In Pandora鈥檚 Hope he aims to draw together the threads of his earlier
work and to start the project of building what he has called 鈥渁 successor
language to science and politics鈥.
And why would we need one of those?
Practically speaking, the interaction between politics and science is fraught
with difficulty. Such matters as climate change, for example, require political
decisions now. And political culture demands that these be based on science. But
science cannot provide the kinds of answer that politics demands, at least not
until after climate change is well under way. The inevitable scientific
uncertainty and dispute provides politicians with the perfect excuse for doing
nothing.
More abstractly, consider the definition of science as the realm of
objectivity about an external world. In the ideal it generates exact theories,
even if they鈥檙e provisional in that a more exact theory may come along. And
politics is defined as subjective, the field of values.

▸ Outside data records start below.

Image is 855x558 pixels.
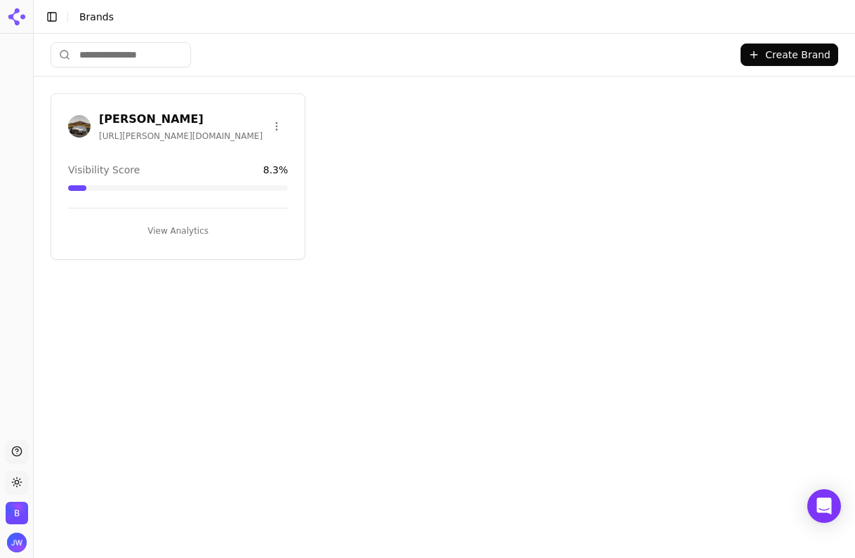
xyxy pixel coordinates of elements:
span: Visibility Score [68,163,140,177]
img: Bowlus [6,502,28,524]
span: [URL][PERSON_NAME][DOMAIN_NAME] [99,131,265,142]
nav: breadcrumb [79,10,816,24]
div: Open Intercom Messenger [807,489,841,523]
h3: [PERSON_NAME] [99,111,265,128]
button: Open user button [7,533,27,552]
span: 8.3 % [263,163,288,177]
button: Open organization switcher [6,502,28,524]
button: Create Brand [740,44,838,66]
span: Brands [79,11,114,22]
img: Bowlus [68,115,91,138]
button: View Analytics [68,220,288,242]
img: Jonathan Wahl [7,533,27,552]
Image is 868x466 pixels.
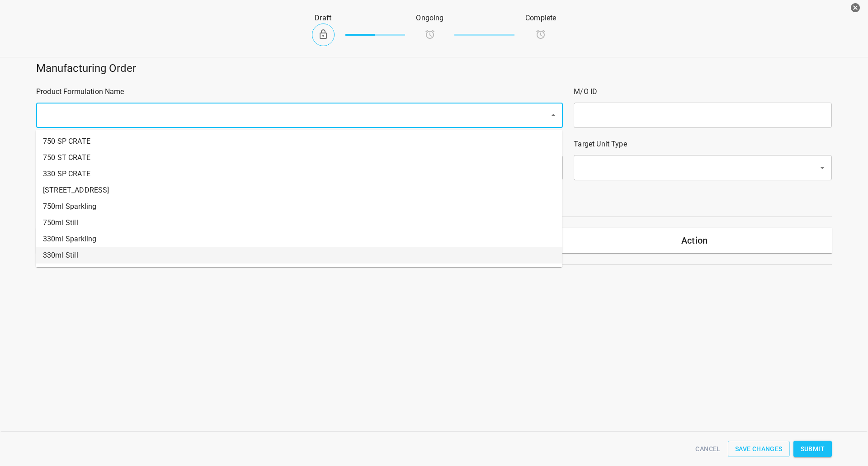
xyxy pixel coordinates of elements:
[793,441,832,457] button: Submit
[801,444,825,455] span: Submit
[816,161,829,174] button: Open
[728,441,790,457] button: Save Changes
[36,182,562,198] li: [STREET_ADDRESS]
[547,109,560,122] button: Close
[36,133,562,150] li: 750 SP CRATE
[681,233,832,248] h6: Action
[416,13,444,24] p: Ongoing
[735,444,782,455] span: Save Changes
[312,13,335,24] p: Draft
[36,166,562,182] li: 330 SP CRATE
[520,233,671,248] h6: Lot Code
[36,87,563,97] p: Product Formulation Name
[574,87,832,97] p: M/O ID
[525,13,556,24] p: Complete
[36,150,562,166] li: 750 ST CRATE
[36,231,562,247] li: 330ml Sparkling
[574,139,832,150] p: Target Unit Type
[36,215,562,231] li: 750ml Still
[692,441,724,457] button: Cancel
[36,247,562,264] li: 330ml Still
[36,198,562,215] li: 750ml Sparkling
[696,444,720,455] span: Cancel
[36,61,832,76] h5: Manufacturing Order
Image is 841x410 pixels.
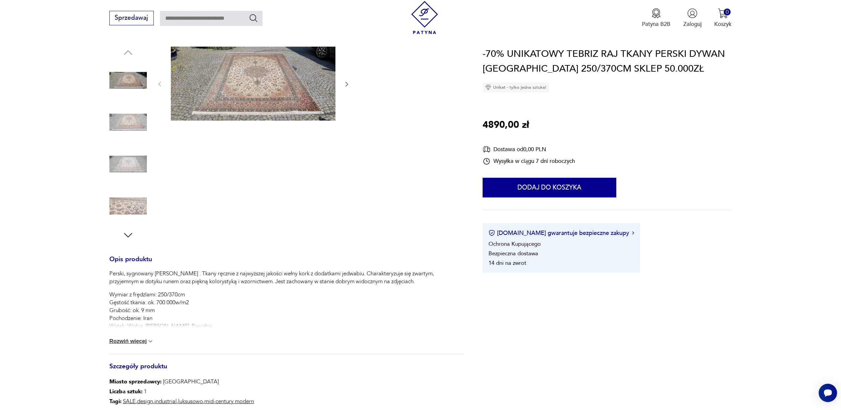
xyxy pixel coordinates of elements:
[249,13,258,23] button: Szukaj
[109,397,121,405] b: Tagi:
[109,11,154,25] button: Sprzedawaj
[109,16,154,21] a: Sprzedawaj
[482,145,575,153] div: Dostawa od 0,00 PLN
[651,8,661,18] img: Ikona medalu
[109,377,254,386] p: [GEOGRAPHIC_DATA]
[687,8,697,18] img: Ikonka użytkownika
[482,145,490,153] img: Ikona dostawy
[154,397,177,405] a: industrial
[818,383,837,402] iframe: Smartsupp widget button
[109,270,464,285] p: Perski, sygnowany [PERSON_NAME] . Tkany ręcznie z najwyższej jakości wełny kork z dodatkami jedwa...
[714,20,731,28] p: Koszyk
[137,397,153,405] a: design
[109,386,254,396] p: 1
[482,157,575,165] div: Wysyłka w ciągu 7 dni roboczych
[642,8,670,28] button: Patyna B2B
[488,240,540,248] li: Ochrona Kupującego
[408,1,441,34] img: Patyna - sklep z meblami i dekoracjami vintage
[482,47,731,77] h1: -70% UNIKATOWY TEBRIZ RAJ TKANY PERSKI DYWAN [GEOGRAPHIC_DATA] 250/370CM SKLEP 50.000ZŁ
[109,103,147,141] img: Zdjęcie produktu -70% UNIKATOWY TEBRIZ RAJ TKANY PERSKI DYWAN IRAN 250/370CM SKLEP 50.000ZŁ
[488,230,495,236] img: Ikona certyfikatu
[204,397,254,405] a: mid-century modern
[488,250,538,257] li: Bezpieczna dostawa
[109,257,464,270] h3: Opis produktu
[109,387,142,395] b: Liczba sztuk:
[109,62,147,99] img: Zdjęcie produktu -70% UNIKATOWY TEBRIZ RAJ TKANY PERSKI DYWAN IRAN 250/370CM SKLEP 50.000ZŁ
[109,378,162,385] b: Miasto sprzedawcy :
[683,20,701,28] p: Zaloguj
[488,229,634,237] button: [DOMAIN_NAME] gwarantuje bezpieczne zakupy
[109,291,464,361] p: Wymiar z frędzlami: 250/370cm Gęstość tkania: ok. 700 000w/m2 Grubość: ok. 9 mm Pochodzenie: Iran...
[488,259,526,267] li: 14 dni na zwrot
[482,82,549,92] div: Unikat - tylko jedna sztuka!
[482,178,616,197] button: Dodaj do koszyka
[632,231,634,234] img: Ikona strzałki w prawo
[642,20,670,28] p: Patyna B2B
[123,397,136,405] a: SALE
[723,9,730,15] div: 0
[109,396,254,406] p: , , , ,
[642,8,670,28] a: Ikona medaluPatyna B2B
[109,364,464,377] h3: Szczegóły produktu
[485,84,491,90] img: Ikona diamentu
[109,145,147,183] img: Zdjęcie produktu -70% UNIKATOWY TEBRIZ RAJ TKANY PERSKI DYWAN IRAN 250/370CM SKLEP 50.000ZŁ
[147,338,154,344] img: chevron down
[178,397,203,405] a: luksusowo
[171,47,335,121] img: Zdjęcie produktu -70% UNIKATOWY TEBRIZ RAJ TKANY PERSKI DYWAN IRAN 250/370CM SKLEP 50.000ZŁ
[109,338,154,344] button: Rozwiń więcej
[109,187,147,225] img: Zdjęcie produktu -70% UNIKATOWY TEBRIZ RAJ TKANY PERSKI DYWAN IRAN 250/370CM SKLEP 50.000ZŁ
[482,118,529,133] p: 4890,00 zł
[717,8,728,18] img: Ikona koszyka
[683,8,701,28] button: Zaloguj
[714,8,731,28] button: 0Koszyk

To Latour, the assumption that there is a great and unbridgeable divide
between these is the core of 鈥渕odernism鈥, and he鈥檚 agin it. He traces the
origins of this worldview to Plato鈥檚 account of a dialogue between Socrates, the
logician, and Callicles, the rhetorician. Plato fixes the dispute in favour of
Socrates, throwing in the killer argument that the absolute truths of geometry
trump the mere body politic. If that is modernism, post-modernism and its
drinking partner social constructivism are merely reactionary, taking the side
of rhetoric against geometry.
Latour proposes destroying the divide, and declares that this will involve
abolishing the distinction between subjectivity and objectivity. That
distinction is so thoroughly incorporated into our language that it鈥檚 hard to
write about an alternative: he sometimes resorts to humour and paradox.

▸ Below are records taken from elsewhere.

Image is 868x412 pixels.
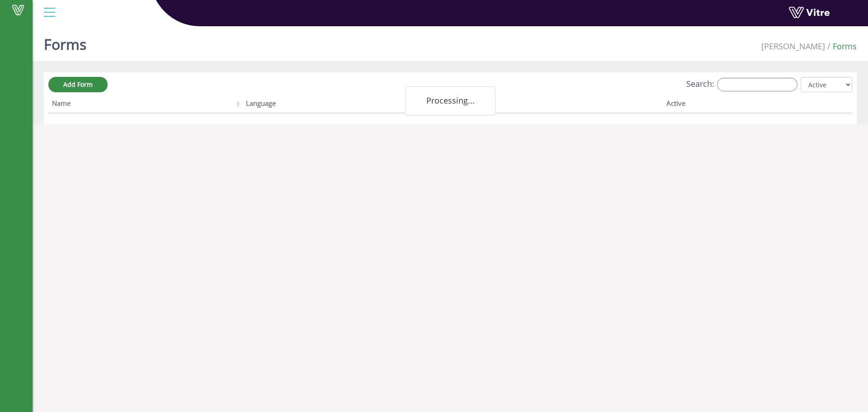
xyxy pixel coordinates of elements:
th: Language [242,96,456,113]
th: Company [456,96,662,113]
label: Search: [686,78,797,92]
input: Search: [717,78,797,92]
li: Forms [825,40,857,52]
span: Add Form [63,80,93,89]
h1: Forms [44,23,86,61]
div: Processing... [405,86,495,115]
th: Name [48,96,242,113]
th: Active [662,96,813,113]
a: Add Form [48,77,107,92]
span: 379 [761,40,825,52]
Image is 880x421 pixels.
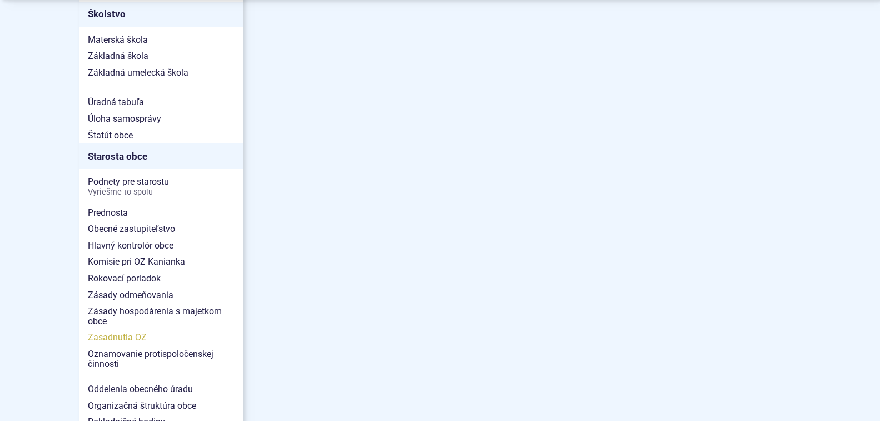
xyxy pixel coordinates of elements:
a: Úradná tabuľa [79,94,243,111]
span: Starosta obce [88,148,235,165]
span: Materská škola [88,32,235,48]
a: Materská škola [79,32,243,48]
span: Komisie pri OZ Kanianka [88,253,235,270]
a: Komisie pri OZ Kanianka [79,253,243,270]
a: Základná škola [79,48,243,64]
span: Zásady hospodárenia s majetkom obce [88,303,235,329]
a: Základná umelecká škola [79,64,243,81]
a: Štatút obce [79,127,243,144]
a: Zásady hospodárenia s majetkom obce [79,303,243,329]
a: Hlavný kontrolór obce [79,237,243,254]
a: Starosta obce [79,143,243,169]
a: Zasadnutia OZ [79,329,243,346]
span: Oddelenia obecného úradu [88,381,235,397]
span: Podnety pre starostu [88,173,235,200]
span: Rokovací poriadok [88,270,235,287]
span: Úloha samosprávy [88,111,235,127]
a: Školstvo [79,2,243,27]
span: Oznamovanie protispoločenskej činnosti [88,346,235,372]
a: Podnety pre starostuVyriešme to spolu [79,173,243,200]
a: Oznamovanie protispoločenskej činnosti [79,346,243,372]
span: Školstvo [88,6,235,23]
a: Rokovací poriadok [79,270,243,287]
a: Organizačná štruktúra obce [79,397,243,414]
span: Vyriešme to spolu [88,188,235,197]
span: Zásady odmeňovania [88,287,235,303]
span: Organizačná štruktúra obce [88,397,235,414]
span: Základná škola [88,48,235,64]
span: Prednosta [88,205,235,221]
a: Oddelenia obecného úradu [79,381,243,397]
a: Obecné zastupiteľstvo [79,221,243,237]
span: Hlavný kontrolór obce [88,237,235,254]
a: Úloha samosprávy [79,111,243,127]
span: Obecné zastupiteľstvo [88,221,235,237]
a: Zásady odmeňovania [79,287,243,303]
span: Štatút obce [88,127,235,144]
span: Úradná tabuľa [88,94,235,111]
a: Prednosta [79,205,243,221]
span: Zasadnutia OZ [88,329,235,346]
span: Základná umelecká škola [88,64,235,81]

Forget, he says, all of philosophy鈥檚 expansive maunderings about a mythical
brain-in-a-vat and its relation to an external reality. Think instead of reality
as a network of entities, acting upon each other in various degrees. These
include minds, necessarily interacting with the bodies they inhabit, with other
minds and with other things鈥斺漬onhumans鈥 in Latour鈥檚 word. Taken seriously,
such a network view makes the concept of an 鈥渆xternal鈥 reality
redundant鈥攅xternal to what? Everything, including your brain and the
subjectivity which inhabits it, is in the network.

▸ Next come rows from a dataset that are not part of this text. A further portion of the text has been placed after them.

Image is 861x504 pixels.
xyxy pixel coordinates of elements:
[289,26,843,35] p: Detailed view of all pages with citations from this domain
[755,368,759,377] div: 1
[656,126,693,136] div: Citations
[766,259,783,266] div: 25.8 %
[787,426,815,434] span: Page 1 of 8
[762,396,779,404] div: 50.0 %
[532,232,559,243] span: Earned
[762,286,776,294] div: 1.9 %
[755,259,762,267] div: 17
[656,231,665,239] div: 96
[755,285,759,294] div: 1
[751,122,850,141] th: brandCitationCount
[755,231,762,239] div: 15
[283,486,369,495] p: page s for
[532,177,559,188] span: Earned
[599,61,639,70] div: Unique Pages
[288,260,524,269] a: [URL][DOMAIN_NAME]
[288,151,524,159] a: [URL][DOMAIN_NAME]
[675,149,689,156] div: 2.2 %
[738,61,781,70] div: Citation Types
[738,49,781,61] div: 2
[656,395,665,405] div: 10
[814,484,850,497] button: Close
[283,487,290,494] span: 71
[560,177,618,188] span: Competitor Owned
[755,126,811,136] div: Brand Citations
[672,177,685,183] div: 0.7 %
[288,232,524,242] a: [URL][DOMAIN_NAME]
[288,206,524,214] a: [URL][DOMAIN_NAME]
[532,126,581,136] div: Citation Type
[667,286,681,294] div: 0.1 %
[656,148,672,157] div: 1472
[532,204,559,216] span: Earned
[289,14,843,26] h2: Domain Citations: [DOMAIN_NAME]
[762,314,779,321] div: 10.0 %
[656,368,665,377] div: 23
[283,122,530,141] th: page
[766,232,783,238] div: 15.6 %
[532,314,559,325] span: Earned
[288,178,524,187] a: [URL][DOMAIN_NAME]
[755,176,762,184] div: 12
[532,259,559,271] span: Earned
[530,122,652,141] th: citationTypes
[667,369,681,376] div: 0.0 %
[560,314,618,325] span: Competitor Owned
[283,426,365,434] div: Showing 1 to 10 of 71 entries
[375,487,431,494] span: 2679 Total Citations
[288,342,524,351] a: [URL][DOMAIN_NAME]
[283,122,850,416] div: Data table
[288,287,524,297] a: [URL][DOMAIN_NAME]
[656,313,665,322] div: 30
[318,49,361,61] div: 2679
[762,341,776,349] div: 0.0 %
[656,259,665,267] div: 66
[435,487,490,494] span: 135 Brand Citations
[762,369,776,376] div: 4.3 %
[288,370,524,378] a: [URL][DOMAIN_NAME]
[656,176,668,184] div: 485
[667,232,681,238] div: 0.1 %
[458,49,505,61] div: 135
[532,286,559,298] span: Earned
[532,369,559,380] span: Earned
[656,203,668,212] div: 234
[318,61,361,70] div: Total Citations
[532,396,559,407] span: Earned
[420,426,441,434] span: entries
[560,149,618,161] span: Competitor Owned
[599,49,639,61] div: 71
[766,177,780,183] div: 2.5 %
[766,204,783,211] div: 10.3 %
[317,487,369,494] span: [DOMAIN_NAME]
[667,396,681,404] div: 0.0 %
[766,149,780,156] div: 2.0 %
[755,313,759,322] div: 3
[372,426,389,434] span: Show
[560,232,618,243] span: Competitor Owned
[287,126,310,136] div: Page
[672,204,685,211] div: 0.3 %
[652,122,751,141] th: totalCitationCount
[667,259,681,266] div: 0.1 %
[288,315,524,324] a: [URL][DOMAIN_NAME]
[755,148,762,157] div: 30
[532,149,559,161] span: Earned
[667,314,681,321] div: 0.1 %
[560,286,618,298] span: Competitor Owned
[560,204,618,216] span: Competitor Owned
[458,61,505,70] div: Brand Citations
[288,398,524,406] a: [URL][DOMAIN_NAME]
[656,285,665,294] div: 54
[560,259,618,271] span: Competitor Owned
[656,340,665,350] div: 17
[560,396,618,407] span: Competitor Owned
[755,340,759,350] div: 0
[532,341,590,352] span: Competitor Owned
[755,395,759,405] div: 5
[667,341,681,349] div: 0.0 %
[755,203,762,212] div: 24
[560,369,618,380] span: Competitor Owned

A little mathematical imagery would go a long way towards making the network
apparent, or even respectable, to scientific thinkers. This book provides little
to help us, beyond the example of the B-52s mentioned above. Latour is right
that individual bombers don鈥檛 fly. The United States Air Force does fly
(sometimes), as an entire networks of what he calls 鈥渁ctants鈥, from engineers to
rivets.
Of course there are facts, Latour says. Scientific facts are made, through
the rigorous application of scientific method. Think of this, perhaps, as
actants in the network鈥攕cientists, laboratories and
methods鈥攊nvestigating the reality of other parts of the network. If you
read it in the old modernist way, you鈥檒l be as misled as the brain in the
vat.
I still don鈥檛 know about the microbes. Latour argues that they existed quite
a lot in the 1866 version of 1865, and totally in 1999鈥檚 version. But in the
1864 version of 1865? Just as a mental exercise, let鈥檚 ask whether they had a
strong potential to exist, in the sense that their discovery was a 鈥渄ownhill
race鈥 in the space of the grand network of humans and nonhumans. Another book,
please鈥 in the meantime, you can rely on this one to shake your ideas up.
And that鈥檚 almost never a bad thing, in science or elsewhere.